For the sake of a single verse, one must see many cities, men, and things. One must know the animals, one must feel how the birds fly and know the gesture with which the little flowers open in the morning. One must be able to think back to roads in unknown regions, to unexpected meetings and to partings one had long seen coming; to days of childhood that are still unexplained, to parents whom one had to hurt when they brought one some joy and did not grasp it (it was joy for someone else); to childhood illnesses that so strangely begin with such a number of profound and grave transformations, to days in rooms withdrawn and quiet and to mornings by the sea, to the sea itself, to seas, to nights of travel that rushed along on high and flew with all the stars - and it is not yet enough if one may think of all this. One must have memories of many nights of love, none of which was like the others, of the screams of women in labor, and of light, white, sleeping women in childbed, closing again. But one must also have been beside the dying, must have sat beside the dead in the room with the open window and the fitful noises. And still it is not enough to have memories. One must be able to forget them when they are many, and one must have the great patience to wait until they come again. For it is not yet the memories themselves. Not till they have turned to blood within us, to glance, and gesture, nameless, and no longer to be distinguished from ourselves - not till then can it happen that in a most rare hour the first word of a verse arises in their midst and goes forth from them.

- Rainer Maria Rilke

Forty years in the woods earning a life, not a living. A lot of people, I think, wished they would have done it.

- from "Migrations to Solitude" by Sue Halpern

We all want to be famous people, and the moment we want to be something, we are no longer free.

To love is the greatest thing in life; and it is very important to talk about love, to feel it, to nourish it, to treasure it, otherwise it is soon dissipated, for the world is very brutal. If while you are young you don't feel love, if you don't look with love at people, at animals, at flowers, when you grow up you will find that your life is empty; you will be very lonely, and the dark shadows of fear will follow you always. But the moment you have in your heart this extraordinary thing called love and feel the depth, the delight, the ecstasy of it, you will discover that for you the world is transformed.

Do you think a leaf that falls to the ground is afraid of death? Do you think a bird lives in fear of dying? It meets death when death comes; but it is not concerned about death, it is much too occupied with living, with catching insects, building a nest, singing a song, flying for the very joy of flying. Have you ever watched birds soaring high up in the air without a beat of their wings, being carried along by the wind? How endlessly they seem to enjoy themselves! They are not concerned about death. If death comes, it is all right, they are finished. There is no concern about what is going to happen; they are living from moment to moment, are they not? It is we human beings who are always concerned about death - because we are not living. The old people are near the grave, and the young ones are not far behind.

Most of us want to reach an end, we want to be able to say "I have arrived at self-knowledge and I am happy"; but it is not like that at all. If you can look at yourself without condemning what you see, without comparing yourself with somebody else, without wishing to be more beautiful or more virtuous; if you can just observe what you are and move with it, then you will find that it is possible to go infinitely far. Then there is no end to the journey, and that is the mystery, the beauty of it.

- from "Think On These Things" by J. Krishnamurti

One day you will serve others not out of self-interest or guilt or social conscience, but because there's nothing else you'd rather do.

- from "Way of the Peaceful Warrior" by Dan Millman

I think I could turn and live with animals, they are so placid and self contained;
I stand and look at them long and long.
They do not sweat and whine about their condition;
They do not lie awake in the dark and weep for their sins;
They do not make me sick discussing their duty to God;
Not one is dissatisfied - not one is demented with the mania of owning things;
Not one kneels to another, nor to his kind that lived thousands of years ago;
Not one is respectable or industrious over the whole earth.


Activity> Which lines below contain the word "effect"? Copy each of them.

Input>
# # # #

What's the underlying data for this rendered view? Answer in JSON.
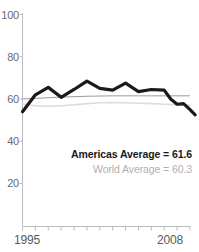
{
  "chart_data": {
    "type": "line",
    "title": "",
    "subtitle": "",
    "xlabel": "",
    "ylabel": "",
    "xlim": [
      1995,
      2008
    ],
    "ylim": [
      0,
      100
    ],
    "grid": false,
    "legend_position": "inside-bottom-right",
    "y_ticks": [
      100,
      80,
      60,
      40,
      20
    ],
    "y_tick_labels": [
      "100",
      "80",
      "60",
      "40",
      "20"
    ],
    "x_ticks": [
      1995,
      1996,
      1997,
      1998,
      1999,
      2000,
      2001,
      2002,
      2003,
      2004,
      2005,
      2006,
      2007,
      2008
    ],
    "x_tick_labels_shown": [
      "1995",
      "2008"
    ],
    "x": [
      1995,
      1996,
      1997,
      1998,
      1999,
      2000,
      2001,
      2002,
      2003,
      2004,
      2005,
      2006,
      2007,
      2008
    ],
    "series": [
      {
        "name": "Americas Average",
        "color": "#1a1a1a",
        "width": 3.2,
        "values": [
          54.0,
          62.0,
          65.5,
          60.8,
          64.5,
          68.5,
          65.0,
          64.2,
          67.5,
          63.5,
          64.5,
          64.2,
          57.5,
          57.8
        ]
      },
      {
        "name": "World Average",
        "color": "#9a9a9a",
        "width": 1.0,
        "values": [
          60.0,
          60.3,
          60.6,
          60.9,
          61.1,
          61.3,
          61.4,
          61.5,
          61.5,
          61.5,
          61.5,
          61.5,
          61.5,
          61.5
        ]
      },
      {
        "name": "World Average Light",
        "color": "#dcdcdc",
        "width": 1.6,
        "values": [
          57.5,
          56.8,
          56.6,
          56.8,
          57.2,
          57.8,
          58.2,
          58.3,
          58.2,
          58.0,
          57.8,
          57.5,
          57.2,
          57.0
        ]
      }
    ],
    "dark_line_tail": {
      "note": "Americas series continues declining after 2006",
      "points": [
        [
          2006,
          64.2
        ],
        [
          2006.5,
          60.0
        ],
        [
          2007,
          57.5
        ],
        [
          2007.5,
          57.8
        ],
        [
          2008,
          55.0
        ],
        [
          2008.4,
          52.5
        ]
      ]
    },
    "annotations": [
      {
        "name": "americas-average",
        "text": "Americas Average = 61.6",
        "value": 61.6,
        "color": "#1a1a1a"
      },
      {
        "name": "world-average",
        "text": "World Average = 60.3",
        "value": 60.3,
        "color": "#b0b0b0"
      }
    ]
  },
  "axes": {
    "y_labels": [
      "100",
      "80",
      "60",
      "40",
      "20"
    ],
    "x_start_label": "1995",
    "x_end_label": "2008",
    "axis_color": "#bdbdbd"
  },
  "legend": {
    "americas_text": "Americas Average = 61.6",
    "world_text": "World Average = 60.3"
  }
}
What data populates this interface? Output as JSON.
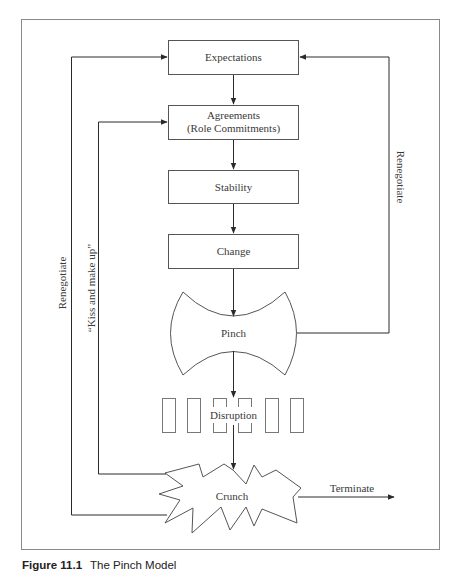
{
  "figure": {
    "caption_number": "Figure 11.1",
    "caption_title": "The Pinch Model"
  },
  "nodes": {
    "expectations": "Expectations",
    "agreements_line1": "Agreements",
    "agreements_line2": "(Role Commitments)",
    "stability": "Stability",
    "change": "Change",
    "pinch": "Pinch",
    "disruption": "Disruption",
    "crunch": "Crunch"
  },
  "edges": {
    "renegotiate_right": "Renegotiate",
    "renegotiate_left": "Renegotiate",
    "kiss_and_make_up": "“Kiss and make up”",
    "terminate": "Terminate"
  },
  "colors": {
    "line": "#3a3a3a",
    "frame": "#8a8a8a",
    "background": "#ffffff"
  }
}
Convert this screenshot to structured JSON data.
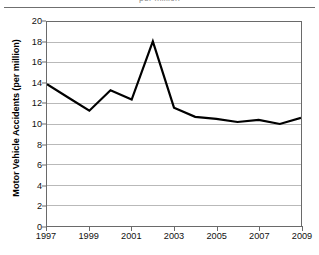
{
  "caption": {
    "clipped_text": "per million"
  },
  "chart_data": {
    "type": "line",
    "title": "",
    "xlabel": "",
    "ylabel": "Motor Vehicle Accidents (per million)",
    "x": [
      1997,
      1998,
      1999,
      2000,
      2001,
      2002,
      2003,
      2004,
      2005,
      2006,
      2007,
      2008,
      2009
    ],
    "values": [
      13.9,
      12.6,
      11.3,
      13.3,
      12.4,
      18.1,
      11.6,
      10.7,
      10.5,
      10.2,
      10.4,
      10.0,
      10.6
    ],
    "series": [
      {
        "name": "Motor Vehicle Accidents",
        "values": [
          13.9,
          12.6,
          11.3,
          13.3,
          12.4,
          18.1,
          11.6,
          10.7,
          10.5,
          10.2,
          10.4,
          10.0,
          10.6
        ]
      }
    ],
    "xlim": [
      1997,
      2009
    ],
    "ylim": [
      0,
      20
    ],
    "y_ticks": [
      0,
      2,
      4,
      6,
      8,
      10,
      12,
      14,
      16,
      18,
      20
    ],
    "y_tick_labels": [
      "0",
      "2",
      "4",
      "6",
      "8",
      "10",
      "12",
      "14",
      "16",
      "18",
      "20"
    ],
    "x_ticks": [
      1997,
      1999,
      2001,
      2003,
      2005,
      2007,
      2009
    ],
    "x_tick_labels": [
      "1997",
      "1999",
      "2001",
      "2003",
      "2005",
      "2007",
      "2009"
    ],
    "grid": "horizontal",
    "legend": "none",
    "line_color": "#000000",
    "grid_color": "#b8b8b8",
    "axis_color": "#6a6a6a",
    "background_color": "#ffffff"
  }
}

# # # #

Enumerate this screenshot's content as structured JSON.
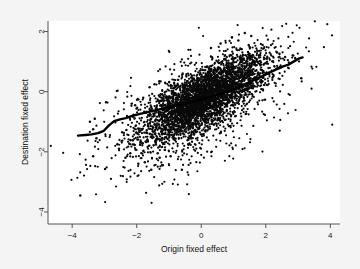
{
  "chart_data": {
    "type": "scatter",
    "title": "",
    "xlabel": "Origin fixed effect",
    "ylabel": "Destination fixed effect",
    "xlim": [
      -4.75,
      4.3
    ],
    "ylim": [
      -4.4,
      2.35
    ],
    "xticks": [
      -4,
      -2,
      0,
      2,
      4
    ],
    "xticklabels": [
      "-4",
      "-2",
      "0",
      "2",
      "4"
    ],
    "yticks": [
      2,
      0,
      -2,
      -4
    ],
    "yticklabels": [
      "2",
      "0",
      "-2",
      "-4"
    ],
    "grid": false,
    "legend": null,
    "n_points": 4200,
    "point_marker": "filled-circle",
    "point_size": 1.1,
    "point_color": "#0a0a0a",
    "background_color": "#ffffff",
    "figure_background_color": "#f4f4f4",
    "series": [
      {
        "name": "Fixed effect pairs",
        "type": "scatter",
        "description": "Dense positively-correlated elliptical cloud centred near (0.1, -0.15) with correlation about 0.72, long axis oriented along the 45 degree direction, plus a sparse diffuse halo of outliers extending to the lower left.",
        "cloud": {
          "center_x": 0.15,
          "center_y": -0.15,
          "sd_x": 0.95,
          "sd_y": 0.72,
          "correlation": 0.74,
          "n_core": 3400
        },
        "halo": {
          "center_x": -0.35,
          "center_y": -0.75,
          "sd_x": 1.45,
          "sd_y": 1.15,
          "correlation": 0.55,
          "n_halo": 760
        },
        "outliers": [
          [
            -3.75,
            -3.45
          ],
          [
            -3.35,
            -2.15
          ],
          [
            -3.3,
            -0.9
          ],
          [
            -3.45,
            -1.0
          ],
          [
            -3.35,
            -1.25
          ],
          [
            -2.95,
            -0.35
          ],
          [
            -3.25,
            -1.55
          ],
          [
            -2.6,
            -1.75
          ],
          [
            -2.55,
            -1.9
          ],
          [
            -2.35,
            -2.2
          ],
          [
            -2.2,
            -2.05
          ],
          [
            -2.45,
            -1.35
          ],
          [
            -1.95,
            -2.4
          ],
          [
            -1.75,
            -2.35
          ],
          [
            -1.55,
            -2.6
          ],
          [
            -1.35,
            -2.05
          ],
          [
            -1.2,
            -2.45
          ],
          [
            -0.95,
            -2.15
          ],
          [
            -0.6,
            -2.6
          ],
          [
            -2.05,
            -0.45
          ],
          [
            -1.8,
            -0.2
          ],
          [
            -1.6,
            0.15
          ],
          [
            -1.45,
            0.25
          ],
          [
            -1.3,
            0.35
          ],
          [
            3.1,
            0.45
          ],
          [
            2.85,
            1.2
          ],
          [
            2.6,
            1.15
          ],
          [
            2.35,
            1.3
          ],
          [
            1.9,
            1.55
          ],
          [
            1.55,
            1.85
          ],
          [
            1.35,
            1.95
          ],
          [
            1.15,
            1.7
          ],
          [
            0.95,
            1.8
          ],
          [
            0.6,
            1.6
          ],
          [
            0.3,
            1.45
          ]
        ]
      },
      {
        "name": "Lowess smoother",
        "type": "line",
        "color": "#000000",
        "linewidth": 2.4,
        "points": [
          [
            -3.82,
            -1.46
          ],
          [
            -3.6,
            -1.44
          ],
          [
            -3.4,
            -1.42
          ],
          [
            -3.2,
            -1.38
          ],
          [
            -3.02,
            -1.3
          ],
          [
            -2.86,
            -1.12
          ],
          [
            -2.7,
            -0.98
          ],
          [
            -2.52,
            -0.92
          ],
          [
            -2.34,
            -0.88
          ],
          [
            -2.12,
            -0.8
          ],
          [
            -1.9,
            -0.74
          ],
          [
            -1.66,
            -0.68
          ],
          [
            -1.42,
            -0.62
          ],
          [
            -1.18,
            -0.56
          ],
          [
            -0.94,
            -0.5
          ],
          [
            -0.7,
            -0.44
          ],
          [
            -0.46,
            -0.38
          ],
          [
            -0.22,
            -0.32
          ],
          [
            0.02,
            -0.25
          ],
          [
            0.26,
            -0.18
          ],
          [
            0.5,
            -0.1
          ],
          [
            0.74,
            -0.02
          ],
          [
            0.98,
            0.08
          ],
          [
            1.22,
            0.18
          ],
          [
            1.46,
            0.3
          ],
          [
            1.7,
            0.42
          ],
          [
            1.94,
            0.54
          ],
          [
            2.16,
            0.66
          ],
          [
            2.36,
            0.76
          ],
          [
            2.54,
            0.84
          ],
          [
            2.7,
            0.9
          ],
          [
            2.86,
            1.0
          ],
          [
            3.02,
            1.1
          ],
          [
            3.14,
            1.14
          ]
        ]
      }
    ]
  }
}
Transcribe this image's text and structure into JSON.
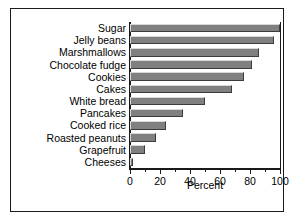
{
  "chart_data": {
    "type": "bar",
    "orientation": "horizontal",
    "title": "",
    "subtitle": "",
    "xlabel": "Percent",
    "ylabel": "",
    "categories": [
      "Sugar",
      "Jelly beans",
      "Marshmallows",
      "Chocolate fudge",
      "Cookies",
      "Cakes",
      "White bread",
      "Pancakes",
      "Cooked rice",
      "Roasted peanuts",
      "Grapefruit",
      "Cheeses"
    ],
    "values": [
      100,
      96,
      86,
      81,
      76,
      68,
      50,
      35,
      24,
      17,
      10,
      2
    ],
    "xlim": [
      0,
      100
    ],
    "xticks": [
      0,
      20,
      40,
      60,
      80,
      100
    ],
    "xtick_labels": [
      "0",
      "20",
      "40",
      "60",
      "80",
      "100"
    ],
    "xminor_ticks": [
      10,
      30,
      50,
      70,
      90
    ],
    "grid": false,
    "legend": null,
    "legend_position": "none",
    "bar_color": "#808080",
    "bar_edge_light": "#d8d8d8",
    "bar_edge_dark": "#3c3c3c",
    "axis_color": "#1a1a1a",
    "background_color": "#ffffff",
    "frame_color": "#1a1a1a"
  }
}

# # # #

Answer to the exercise>
    "xlabel": "Origin fixed effect",
    "ylabel": "Destination fixed effect",
        "name": "Fixed effect pairs",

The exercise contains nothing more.